From the line containing "reading: 0.35 bar" to the final line of the material below, copy each line exactly, including both endpoints, and leave out all other lines.

● **AVAILABLE DATA**:
=-=-=-=-=

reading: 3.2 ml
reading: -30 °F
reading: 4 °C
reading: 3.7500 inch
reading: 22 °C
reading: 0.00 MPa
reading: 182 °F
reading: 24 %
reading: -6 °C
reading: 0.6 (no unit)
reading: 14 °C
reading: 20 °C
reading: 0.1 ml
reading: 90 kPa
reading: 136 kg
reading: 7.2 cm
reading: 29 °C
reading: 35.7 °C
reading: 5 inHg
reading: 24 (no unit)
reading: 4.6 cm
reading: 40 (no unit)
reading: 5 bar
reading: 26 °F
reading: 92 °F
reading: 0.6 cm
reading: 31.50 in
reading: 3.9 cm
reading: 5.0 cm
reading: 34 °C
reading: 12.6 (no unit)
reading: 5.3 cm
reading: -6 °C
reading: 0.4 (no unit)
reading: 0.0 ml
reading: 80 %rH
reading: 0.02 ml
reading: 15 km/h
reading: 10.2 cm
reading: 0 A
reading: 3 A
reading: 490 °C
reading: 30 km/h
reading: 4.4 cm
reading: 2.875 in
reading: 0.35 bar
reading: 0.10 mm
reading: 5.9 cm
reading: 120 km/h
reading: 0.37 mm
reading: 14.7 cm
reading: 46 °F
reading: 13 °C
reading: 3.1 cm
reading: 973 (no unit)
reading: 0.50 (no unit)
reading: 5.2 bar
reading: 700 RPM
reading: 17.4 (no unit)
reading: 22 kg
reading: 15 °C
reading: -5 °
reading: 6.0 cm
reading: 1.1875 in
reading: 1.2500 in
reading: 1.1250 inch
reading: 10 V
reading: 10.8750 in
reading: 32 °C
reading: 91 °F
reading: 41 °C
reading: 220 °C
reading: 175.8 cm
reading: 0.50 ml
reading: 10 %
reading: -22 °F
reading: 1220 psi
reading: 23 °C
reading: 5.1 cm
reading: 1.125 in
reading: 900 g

=-=-=-=-=

● **SOLUTION TO THIS EXERCISE**:
reading: 0.35 bar
reading: 0.10 mm
reading: 5.9 cm
reading: 120 km/h
reading: 0.37 mm
reading: 14.7 cm
reading: 46 °F
reading: 13 °C
reading: 3.1 cm
reading: 973 (no unit)
reading: 0.50 (no unit)
reading: 5.2 bar
reading: 700 RPM
reading: 17.4 (no unit)
reading: 22 kg
reading: 15 °C
reading: -5 °
reading: 6.0 cm
reading: 1.1875 in
reading: 1.2500 in
reading: 1.1250 inch
reading: 10 V
reading: 10.8750 in
reading: 32 °C
reading: 91 °F
reading: 41 °C
reading: 220 °C
reading: 175.8 cm
reading: 0.50 ml
reading: 10 %
reading: -22 °F
reading: 1220 psi
reading: 23 °C
reading: 5.1 cm
reading: 1.125 in
reading: 900 g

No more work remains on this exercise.